Microstructure from ferroelastic transitions using strain pseudospin clock models in two and three dimensions: A local mean-field analysis
/ Authors
/ Abstract
We show how microstructure can arise in first-order ferroelastic structural transitions, in two and three spatial dimensions, through a local mean-field approximation of their pseudospin Hamiltonians, that include anisotropic elastic interactions. Such transitions have symmetry-selected physical strains as their ${N}_{\text{OP}}$-component order parameters, with Landau free energies that have a single zero-strain ``austenite'' minimum at high temperatures, and spontaneous-strain ``martensite'' minima of ${N}_{V}$ structural variants at low temperatures. The total free energy also has gradient terms, and power-law anisotropic effective interactions, induced by ``no-dislocation'' St Venant compatibility constraints. In a reduced description, the strains at Landau minima induce temperature dependent, clocklike ${\mathbb{Z}}_{{N}_{V}+1}$ Hamiltonians, with ${N}_{\text{OP}}$-component strain-pseudospin vectors $\stackrel{P\vec}{S}$ pointing to ${N}_{V}+1$ discrete values (including zero). We study elastic texturing in five such first-order structural transitions through a local mean-field approximation of their pseudospin Hamiltonians, that include the power-law interactions. As a prototype, we consider the two-variant square/rectangle transition, with a one-component pseudospin taking ${N}_{V}+1=3$ values of $S=0,\ifmmode\pm\else\textpm\fi{}1$, as in a generalized Blume-Capel model. We then consider transitions with two-component $({N}_{\text{OP}}=2)$ pseudospins: the equilateral to centered rectangle $({N}_{V}=3)$; the square to oblique polygon $({N}_{V}=4)$; the triangle to oblique $({N}_{V}=6)$ transitions; and finally the three-dimensional (3D) cubic to tetragonal transition $({N}_{V}=3)$. The local mean-field solutions in two-dimensional and 3D yield oriented domain-wall patterns as from continuous-variable strain dynamics, showing the discrete-variable models capture the essential ferroelastic texturings. Other related Hamiltonians illustrate that structural transitions in materials science can be the source of interesting spin models in statistical mechanics.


Please return the whole listing. Keep each line exactly the same.
━━━━━━━━━━━━━━━━━━━━
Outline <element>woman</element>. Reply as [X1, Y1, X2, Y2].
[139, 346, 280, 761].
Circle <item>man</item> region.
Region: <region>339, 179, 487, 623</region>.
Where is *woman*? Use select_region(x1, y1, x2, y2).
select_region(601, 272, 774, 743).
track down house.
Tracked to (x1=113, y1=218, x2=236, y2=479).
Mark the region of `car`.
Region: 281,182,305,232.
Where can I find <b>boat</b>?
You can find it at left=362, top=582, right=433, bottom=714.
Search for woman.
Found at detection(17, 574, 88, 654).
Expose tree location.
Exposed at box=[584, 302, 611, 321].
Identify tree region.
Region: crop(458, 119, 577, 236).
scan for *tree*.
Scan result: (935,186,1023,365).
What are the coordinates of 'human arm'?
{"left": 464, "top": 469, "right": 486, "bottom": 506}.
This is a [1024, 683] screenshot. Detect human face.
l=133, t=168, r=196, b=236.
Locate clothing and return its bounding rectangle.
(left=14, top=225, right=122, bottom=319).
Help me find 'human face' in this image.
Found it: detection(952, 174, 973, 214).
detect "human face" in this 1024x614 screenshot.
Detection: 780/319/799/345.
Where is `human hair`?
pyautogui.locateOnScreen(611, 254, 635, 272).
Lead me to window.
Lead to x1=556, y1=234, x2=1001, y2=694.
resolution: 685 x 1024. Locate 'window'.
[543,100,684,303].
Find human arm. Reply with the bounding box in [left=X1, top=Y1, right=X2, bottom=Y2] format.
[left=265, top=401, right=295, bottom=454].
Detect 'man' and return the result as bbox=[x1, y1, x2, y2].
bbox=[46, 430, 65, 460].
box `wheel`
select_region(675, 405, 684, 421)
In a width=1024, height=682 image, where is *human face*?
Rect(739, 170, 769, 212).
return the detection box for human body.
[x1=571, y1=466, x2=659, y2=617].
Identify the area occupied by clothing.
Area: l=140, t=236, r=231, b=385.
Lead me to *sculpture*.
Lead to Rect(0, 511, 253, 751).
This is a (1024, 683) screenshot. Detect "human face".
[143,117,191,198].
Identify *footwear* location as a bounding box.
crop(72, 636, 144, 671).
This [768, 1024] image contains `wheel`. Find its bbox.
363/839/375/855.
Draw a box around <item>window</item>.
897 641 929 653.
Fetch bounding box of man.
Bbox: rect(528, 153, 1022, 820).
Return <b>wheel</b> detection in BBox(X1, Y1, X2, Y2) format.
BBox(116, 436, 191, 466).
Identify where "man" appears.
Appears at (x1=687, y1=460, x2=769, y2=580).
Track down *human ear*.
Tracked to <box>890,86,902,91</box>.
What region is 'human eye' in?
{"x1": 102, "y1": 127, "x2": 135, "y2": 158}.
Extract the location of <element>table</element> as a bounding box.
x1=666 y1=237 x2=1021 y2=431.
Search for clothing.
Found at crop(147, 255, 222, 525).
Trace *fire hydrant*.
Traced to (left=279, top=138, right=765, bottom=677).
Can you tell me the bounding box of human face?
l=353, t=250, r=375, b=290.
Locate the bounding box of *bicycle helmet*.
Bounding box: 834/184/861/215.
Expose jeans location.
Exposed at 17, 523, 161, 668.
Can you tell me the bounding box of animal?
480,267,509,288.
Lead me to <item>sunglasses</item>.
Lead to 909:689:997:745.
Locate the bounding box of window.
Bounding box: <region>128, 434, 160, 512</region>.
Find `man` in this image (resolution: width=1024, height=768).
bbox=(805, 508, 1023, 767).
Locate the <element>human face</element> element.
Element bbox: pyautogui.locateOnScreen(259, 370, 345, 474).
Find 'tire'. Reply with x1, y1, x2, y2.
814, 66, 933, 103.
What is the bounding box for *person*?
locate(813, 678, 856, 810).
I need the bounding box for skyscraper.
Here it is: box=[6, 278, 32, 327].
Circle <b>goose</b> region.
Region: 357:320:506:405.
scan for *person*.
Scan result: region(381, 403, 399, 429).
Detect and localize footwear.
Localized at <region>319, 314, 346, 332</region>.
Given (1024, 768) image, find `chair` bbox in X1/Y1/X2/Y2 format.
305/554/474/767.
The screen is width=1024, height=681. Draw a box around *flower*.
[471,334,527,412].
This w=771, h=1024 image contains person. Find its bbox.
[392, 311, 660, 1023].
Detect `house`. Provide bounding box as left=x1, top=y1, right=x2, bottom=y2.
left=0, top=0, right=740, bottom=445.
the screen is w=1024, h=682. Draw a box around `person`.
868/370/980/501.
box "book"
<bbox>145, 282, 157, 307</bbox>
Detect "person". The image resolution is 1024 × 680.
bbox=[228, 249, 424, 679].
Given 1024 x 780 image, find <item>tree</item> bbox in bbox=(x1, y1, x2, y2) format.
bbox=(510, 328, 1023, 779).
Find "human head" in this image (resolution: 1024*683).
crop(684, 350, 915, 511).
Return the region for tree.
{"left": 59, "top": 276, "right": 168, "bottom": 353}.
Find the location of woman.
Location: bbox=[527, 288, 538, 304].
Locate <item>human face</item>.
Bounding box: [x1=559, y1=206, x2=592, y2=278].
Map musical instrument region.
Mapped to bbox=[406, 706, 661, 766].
━━━━━━━━━━━━━━━━━━━━
** YOUR RESPONSE **
Outline <element>woman</element>. Reply as [X1, Y1, X2, Y2].
[139, 346, 280, 761].
Circle <item>man</item> region.
Region: <region>339, 179, 487, 623</region>.
Where is *woman*? Use select_region(x1, y1, x2, y2).
select_region(601, 272, 774, 743).
track down house.
Tracked to (x1=113, y1=218, x2=236, y2=479).
Mark the region of `car`.
Region: 281,182,305,232.
Where can I find <b>boat</b>?
You can find it at left=362, top=582, right=433, bottom=714.
Search for woman.
Found at detection(17, 574, 88, 654).
Expose tree location.
Exposed at box=[584, 302, 611, 321].
Identify tree region.
Region: crop(458, 119, 577, 236).
scan for *tree*.
Scan result: (935,186,1023,365).
What are the coordinates of 'human arm'?
{"left": 464, "top": 469, "right": 486, "bottom": 506}.
This is a [1024, 683] screenshot. Detect human face.
l=133, t=168, r=196, b=236.
Locate clothing and return its bounding rectangle.
(left=14, top=225, right=122, bottom=319).
Help me find 'human face' in this image.
Found it: detection(952, 174, 973, 214).
detect "human face" in this 1024x614 screenshot.
Detection: 780/319/799/345.
Where is `human hair`?
pyautogui.locateOnScreen(611, 254, 635, 272).
Lead me to window.
Lead to x1=556, y1=234, x2=1001, y2=694.
resolution: 685 x 1024. Locate 'window'.
[543,100,684,303].
Find human arm. Reply with the bounding box in [left=X1, top=Y1, right=X2, bottom=Y2] format.
[left=265, top=401, right=295, bottom=454].
Detect 'man' and return the result as bbox=[x1, y1, x2, y2].
bbox=[46, 430, 65, 460].
box `wheel`
select_region(675, 405, 684, 421)
In a width=1024, height=682 image, where is *human face*?
Rect(739, 170, 769, 212).
return the detection box for human body.
[x1=571, y1=466, x2=659, y2=617].
Identify the area occupied by clothing.
Area: l=140, t=236, r=231, b=385.
Lead me to *sculpture*.
Lead to Rect(0, 511, 253, 751).
This is a (1024, 683) screenshot. Detect "human face".
[143,117,191,198].
Identify *footwear* location as a bounding box.
crop(72, 636, 144, 671).
This [768, 1024] image contains `wheel`. Find its bbox.
363/839/375/855.
Draw a box around <item>window</item>.
897 641 929 653.
Fetch bounding box of man.
Bbox: rect(528, 153, 1022, 820).
Return <b>wheel</b> detection in BBox(X1, Y1, X2, Y2) format.
BBox(116, 436, 191, 466).
Identify where "man" appears.
Appears at (x1=687, y1=460, x2=769, y2=580).
Track down *human ear*.
Tracked to <box>890,86,902,91</box>.
What region is 'human eye' in?
{"x1": 102, "y1": 127, "x2": 135, "y2": 158}.
Extract the location of <element>table</element> as a bounding box.
x1=666 y1=237 x2=1021 y2=431.
Search for clothing.
Found at crop(147, 255, 222, 525).
Trace *fire hydrant*.
Traced to (left=279, top=138, right=765, bottom=677).
Can you tell me the bounding box of human face?
l=353, t=250, r=375, b=290.
Locate the bounding box of *bicycle helmet*.
Bounding box: 834/184/861/215.
Expose jeans location.
Exposed at 17, 523, 161, 668.
Can you tell me the bounding box of animal?
480,267,509,288.
Lead me to <item>sunglasses</item>.
Lead to 909:689:997:745.
Locate the bounding box of window.
Bounding box: <region>128, 434, 160, 512</region>.
Find `man` in this image (resolution: width=1024, height=768).
bbox=(805, 508, 1023, 767).
Locate the <element>human face</element> element.
Element bbox: pyautogui.locateOnScreen(259, 370, 345, 474).
Find 'tire'. Reply with x1, y1, x2, y2.
814, 66, 933, 103.
What is the bounding box for *person*?
locate(813, 678, 856, 810).
I need the bounding box for skyscraper.
Here it is: box=[6, 278, 32, 327].
Circle <b>goose</b> region.
Region: 357:320:506:405.
scan for *person*.
Scan result: region(381, 403, 399, 429).
Detect and localize footwear.
Localized at <region>319, 314, 346, 332</region>.
Given (1024, 768) image, find `chair` bbox in X1/Y1/X2/Y2 format.
305/554/474/767.
The screen is width=1024, height=681. Draw a box around *flower*.
[471,334,527,412].
This w=771, h=1024 image contains person. Find its bbox.
[392, 311, 660, 1023].
Detect `house`. Provide bounding box as left=x1, top=y1, right=x2, bottom=y2.
left=0, top=0, right=740, bottom=445.
the screen is w=1024, h=682. Draw a box around `person`.
868/370/980/501.
box "book"
<bbox>145, 282, 157, 307</bbox>
Detect "person". The image resolution is 1024 × 680.
bbox=[228, 249, 424, 679].
Given 1024 x 780 image, find <item>tree</item> bbox in bbox=(x1, y1, x2, y2) format.
bbox=(510, 328, 1023, 779).
Find "human head" in this image (resolution: 1024*683).
crop(684, 350, 915, 511).
Return the region for tree.
{"left": 59, "top": 276, "right": 168, "bottom": 353}.
Find the location of woman.
Location: bbox=[527, 288, 538, 304].
Locate <item>human face</item>.
Bounding box: [x1=559, y1=206, x2=592, y2=278].
Map musical instrument region.
Mapped to bbox=[406, 706, 661, 766].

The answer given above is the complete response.